A music streaming startup, Sparkify, has grown their user base and song database and want to move their processes and data onto the cloud. Their data resides in S3, in a directory of JSON logs on user activity on the app, as well as a directory with JSON metadata on the songs in their app.
As their data engineer, you are tasked with building an ETL pipeline that extracts their data from S3, stages them in Redshift, and transforms data into a set of dimensional tables for their analytics team to continue finding insights in what songs their users are listening to. You'll be able to test your database and ETL pipeline by running queries given to you by the analytics team from Sparkify and compare your results with their expected results.
- The dataset used where uploaded into the S3
Here are the S3 links for each:
- Song data: s3://udacity-dend/song_data
- Log data: s3://udacity-dend/log_data
- Log data json path: s3://udacity-dend/log_json_path.json
The first dataset is a subset of real data from the Million Song Dataset. Each file is in JSON format and contains metadata about a song and the artist of that song. The files are partitioned by the first three letters of each song's track ID.
A single song file can look like this
{"num_songs": 1, "artist_id": "ARJIE2Y1187B994AB7", "artist_latitude": null, "artist_longitude": null, "artist_location": "", "artist_name": "Line Renaud", "song_id": "SOUPIRU12A6D4FA1E1", "title": "Der Kleine Dompfaff", "duration": 152.92036, "year": 0}
The second dataset consists of log files in JSON format generated by this event simulator based on the songs in the dataset above. These simulate activity logs from a music streaming app based on specified configurations.
- songplays - records in event data associated with song plays i.e. records with page NextSong
- songplay_id, start_time, user_id, level, song_id, artist_id, session_id, location, user_agent
- users - users in the app
- user_id, first_name, last_name, gender, level
- songs - songs in music database
- song_id, title, artist_id, year, duration
- artists - artists in music database
- artist_id, name, location, lattitude, longitude
- time - timestamps of records in songplays broken down into specific units
- start_time, hour, day, week, month, year, weekday
The project template includes four files:
create_table.py
is where you'll create your fact and dimension tables for the star schema in Redshift.etl.py
is where you'll load data from S3 into staging tables on Redshift and then process that data into your analytics tables on Redshift.sql_queries.py
is where you'll define you SQL statements, which will be imported into the two other files above.README.md
is where you'll provide discussion on your process and decisions for this ETL pipeline.
- Launch a redshift cluster and create an IAM role that has read access to S3.
- Add redshift database and IAM role info to
dwh.cfg
. - Test by running create_tables.py and checking the table schemas in your redshift database.
- Run etl.py to to load data from S3 to staging tables on Redshift and load data from staging tables to analytics tables on Redshift.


**Requirement:** Retype the whole listing, please, keeping every line exact and dropping the pictures.

**Record set:**
################

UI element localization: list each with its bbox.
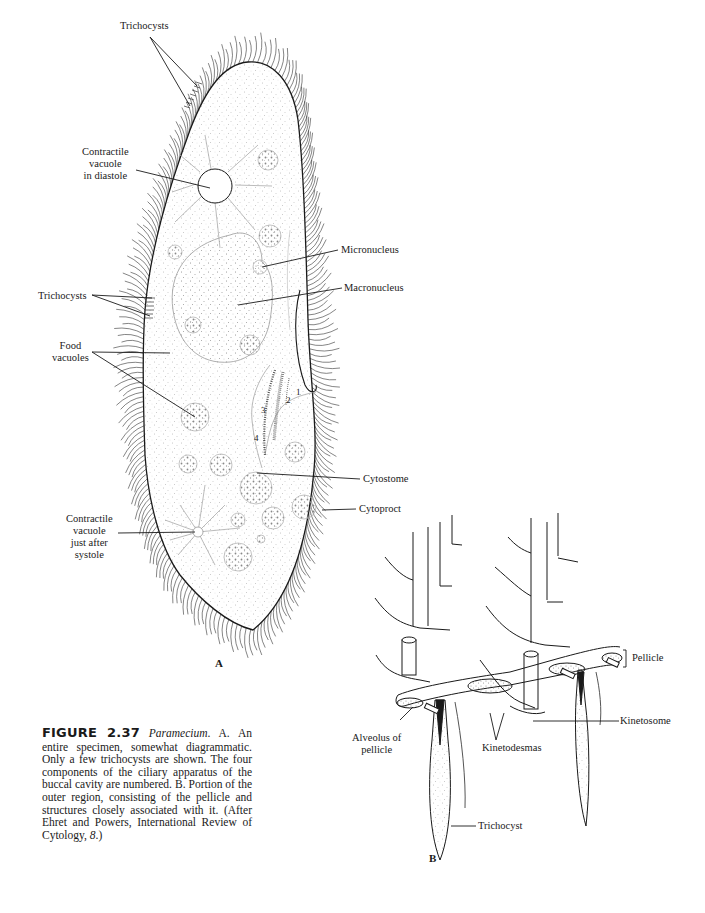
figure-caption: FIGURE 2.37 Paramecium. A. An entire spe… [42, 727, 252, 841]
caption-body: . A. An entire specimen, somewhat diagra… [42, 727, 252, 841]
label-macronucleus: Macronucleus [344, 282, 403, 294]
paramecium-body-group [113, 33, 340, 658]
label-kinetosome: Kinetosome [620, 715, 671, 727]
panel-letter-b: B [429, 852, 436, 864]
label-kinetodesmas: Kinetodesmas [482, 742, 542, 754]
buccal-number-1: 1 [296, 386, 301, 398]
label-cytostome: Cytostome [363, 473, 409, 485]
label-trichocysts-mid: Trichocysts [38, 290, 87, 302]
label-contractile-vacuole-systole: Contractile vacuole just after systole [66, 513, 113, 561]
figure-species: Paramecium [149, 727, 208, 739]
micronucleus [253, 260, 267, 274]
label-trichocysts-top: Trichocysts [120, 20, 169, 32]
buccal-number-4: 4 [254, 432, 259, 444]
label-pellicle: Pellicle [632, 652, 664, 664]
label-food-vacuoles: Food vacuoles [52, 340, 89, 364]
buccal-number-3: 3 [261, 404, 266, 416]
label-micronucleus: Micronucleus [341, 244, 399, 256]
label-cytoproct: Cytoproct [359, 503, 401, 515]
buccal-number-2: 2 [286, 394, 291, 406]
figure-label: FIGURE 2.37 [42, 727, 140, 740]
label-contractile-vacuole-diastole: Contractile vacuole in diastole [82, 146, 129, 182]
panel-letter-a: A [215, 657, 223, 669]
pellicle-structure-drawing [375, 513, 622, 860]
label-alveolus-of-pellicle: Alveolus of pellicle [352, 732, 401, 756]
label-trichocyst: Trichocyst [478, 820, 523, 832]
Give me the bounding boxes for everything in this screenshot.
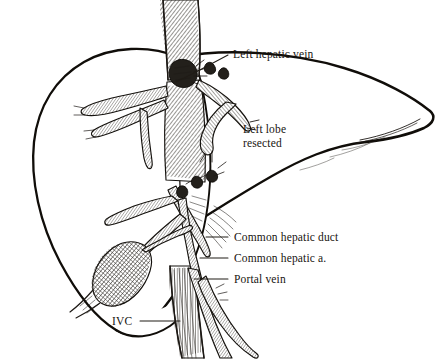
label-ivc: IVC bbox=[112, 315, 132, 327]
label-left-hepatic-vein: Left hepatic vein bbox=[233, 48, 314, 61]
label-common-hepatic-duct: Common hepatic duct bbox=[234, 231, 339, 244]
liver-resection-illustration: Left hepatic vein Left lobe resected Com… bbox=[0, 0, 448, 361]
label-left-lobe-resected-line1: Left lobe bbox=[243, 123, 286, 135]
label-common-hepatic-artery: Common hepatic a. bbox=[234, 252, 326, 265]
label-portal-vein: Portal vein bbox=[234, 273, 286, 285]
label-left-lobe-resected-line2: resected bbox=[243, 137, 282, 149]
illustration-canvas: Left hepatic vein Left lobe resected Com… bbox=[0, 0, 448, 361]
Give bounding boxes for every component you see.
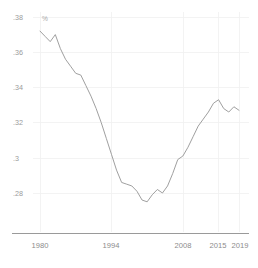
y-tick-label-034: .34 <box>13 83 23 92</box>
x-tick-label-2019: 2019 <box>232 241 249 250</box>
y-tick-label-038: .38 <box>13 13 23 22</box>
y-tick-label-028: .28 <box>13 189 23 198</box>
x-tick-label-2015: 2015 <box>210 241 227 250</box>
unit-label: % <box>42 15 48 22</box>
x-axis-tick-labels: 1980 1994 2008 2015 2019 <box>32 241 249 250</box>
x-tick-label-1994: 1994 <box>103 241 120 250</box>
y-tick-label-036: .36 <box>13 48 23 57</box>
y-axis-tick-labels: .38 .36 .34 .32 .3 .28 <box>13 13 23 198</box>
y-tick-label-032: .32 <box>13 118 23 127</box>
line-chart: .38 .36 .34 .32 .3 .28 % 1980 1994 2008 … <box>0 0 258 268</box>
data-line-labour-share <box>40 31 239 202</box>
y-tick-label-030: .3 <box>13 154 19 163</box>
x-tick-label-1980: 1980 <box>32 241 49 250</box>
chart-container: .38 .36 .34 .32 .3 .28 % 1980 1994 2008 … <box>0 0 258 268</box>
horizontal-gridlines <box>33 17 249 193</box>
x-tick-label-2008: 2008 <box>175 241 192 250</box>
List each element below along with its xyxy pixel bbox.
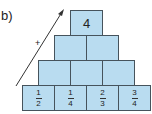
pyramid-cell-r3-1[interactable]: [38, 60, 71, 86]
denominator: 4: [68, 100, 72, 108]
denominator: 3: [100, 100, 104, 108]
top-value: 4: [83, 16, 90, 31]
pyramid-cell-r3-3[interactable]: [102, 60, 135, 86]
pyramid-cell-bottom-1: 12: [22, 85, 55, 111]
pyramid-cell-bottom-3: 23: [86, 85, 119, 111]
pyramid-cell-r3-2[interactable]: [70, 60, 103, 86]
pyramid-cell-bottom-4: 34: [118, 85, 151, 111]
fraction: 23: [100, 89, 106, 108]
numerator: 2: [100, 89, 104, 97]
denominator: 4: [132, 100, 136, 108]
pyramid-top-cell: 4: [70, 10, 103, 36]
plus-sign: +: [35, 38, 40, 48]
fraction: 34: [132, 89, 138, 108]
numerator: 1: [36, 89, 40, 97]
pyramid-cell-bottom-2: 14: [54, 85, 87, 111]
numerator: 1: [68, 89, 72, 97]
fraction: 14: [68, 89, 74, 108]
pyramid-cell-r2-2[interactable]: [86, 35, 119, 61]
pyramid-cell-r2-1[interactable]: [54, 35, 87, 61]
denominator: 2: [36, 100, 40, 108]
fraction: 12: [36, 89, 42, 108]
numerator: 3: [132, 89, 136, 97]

################

**Solution to this task:**
UI element localization: list each with its bbox.
figure-caption: FIGURE 2.37 Paramecium. A. An entire spe… [42, 727, 252, 841]
caption-body: . A. An entire specimen, somewhat diagra… [42, 727, 252, 841]
label-macronucleus: Macronucleus [344, 282, 403, 294]
paramecium-body-group [113, 33, 340, 658]
label-kinetosome: Kinetosome [620, 715, 671, 727]
panel-letter-b: B [429, 852, 436, 864]
label-kinetodesmas: Kinetodesmas [482, 742, 542, 754]
buccal-number-1: 1 [296, 386, 301, 398]
label-cytostome: Cytostome [363, 473, 409, 485]
label-trichocysts-mid: Trichocysts [38, 290, 87, 302]
label-contractile-vacuole-systole: Contractile vacuole just after systole [66, 513, 113, 561]
figure-species: Paramecium [149, 727, 208, 739]
micronucleus [253, 260, 267, 274]
label-trichocysts-top: Trichocysts [120, 20, 169, 32]
buccal-number-4: 4 [254, 432, 259, 444]
label-pellicle: Pellicle [632, 652, 664, 664]
label-food-vacuoles: Food vacuoles [52, 340, 89, 364]
buccal-number-3: 3 [261, 404, 266, 416]
label-micronucleus: Micronucleus [341, 244, 399, 256]
label-cytoproct: Cytoproct [359, 503, 401, 515]
buccal-number-2: 2 [286, 394, 291, 406]
figure-label: FIGURE 2.37 [42, 727, 140, 740]
label-contractile-vacuole-diastole: Contractile vacuole in diastole [82, 146, 129, 182]
panel-letter-a: A [215, 657, 223, 669]
pellicle-structure-drawing [375, 513, 622, 860]
label-alveolus-of-pellicle: Alveolus of pellicle [352, 732, 401, 756]
label-trichocyst: Trichocyst [478, 820, 523, 832]
Give me the bounding boxes for everything in this screenshot.
label-ivc: IVC bbox=[112, 315, 132, 327]
label-left-hepatic-vein: Left hepatic vein bbox=[233, 48, 314, 61]
label-common-hepatic-duct: Common hepatic duct bbox=[234, 231, 339, 244]
liver-resection-illustration: Left hepatic vein Left lobe resected Com… bbox=[0, 0, 448, 361]
label-left-lobe-resected-line1: Left lobe bbox=[243, 123, 286, 135]
label-common-hepatic-artery: Common hepatic a. bbox=[234, 252, 326, 265]
label-portal-vein: Portal vein bbox=[234, 273, 286, 285]
label-left-lobe-resected-line2: resected bbox=[243, 137, 282, 149]
illustration-canvas: Left hepatic vein Left lobe resected Com… bbox=[0, 0, 448, 361]
Give bounding boxes for every component you see.
y-tick-label-034: .34 <box>13 83 23 92</box>
x-tick-label-2019: 2019 <box>232 241 249 250</box>
y-tick-label-038: .38 <box>13 13 23 22</box>
y-tick-label-028: .28 <box>13 189 23 198</box>
x-tick-label-2015: 2015 <box>210 241 227 250</box>
unit-label: % <box>42 15 48 22</box>
x-axis-tick-labels: 1980 1994 2008 2015 2019 <box>32 241 249 250</box>
x-tick-label-1994: 1994 <box>103 241 120 250</box>
y-tick-label-036: .36 <box>13 48 23 57</box>
y-axis-tick-labels: .38 .36 .34 .32 .3 .28 <box>13 13 23 198</box>
y-tick-label-032: .32 <box>13 118 23 127</box>
line-chart: .38 .36 .34 .32 .3 .28 % 1980 1994 2008 … <box>0 0 258 268</box>
data-line-labour-share <box>40 31 239 202</box>
y-tick-label-030: .3 <box>13 154 19 163</box>
x-tick-label-1980: 1980 <box>32 241 49 250</box>
chart-container: .38 .36 .34 .32 .3 .28 % 1980 1994 2008 … <box>0 0 258 268</box>
horizontal-gridlines <box>33 17 249 193</box>
x-tick-label-2008: 2008 <box>175 241 192 250</box>
List each element below along with its xyxy pixel bbox.
pyramid-cell-r3-1[interactable]: [38, 60, 71, 86]
denominator: 4: [68, 100, 72, 108]
denominator: 3: [100, 100, 104, 108]
top-value: 4: [83, 16, 90, 31]
pyramid-cell-r3-3[interactable]: [102, 60, 135, 86]
pyramid-cell-bottom-1: 12: [22, 85, 55, 111]
pyramid-cell-bottom-3: 23: [86, 85, 119, 111]
pyramid-cell-r3-2[interactable]: [70, 60, 103, 86]
pyramid-cell-bottom-4: 34: [118, 85, 151, 111]
fraction: 23: [100, 89, 106, 108]
numerator: 2: [100, 89, 104, 97]
denominator: 4: [132, 100, 136, 108]
pyramid-top-cell: 4: [70, 10, 103, 36]
plus-sign: +: [35, 38, 40, 48]
fraction: 34: [132, 89, 138, 108]
numerator: 1: [36, 89, 40, 97]
pyramid-cell-bottom-2: 14: [54, 85, 87, 111]
numerator: 1: [68, 89, 72, 97]
fraction: 14: [68, 89, 74, 108]
pyramid-cell-r2-2[interactable]: [86, 35, 119, 61]
pyramid-cell-r2-1[interactable]: [54, 35, 87, 61]
denominator: 2: [36, 100, 40, 108]
fraction: 12: [36, 89, 42, 108]
numerator: 3: [132, 89, 136, 97]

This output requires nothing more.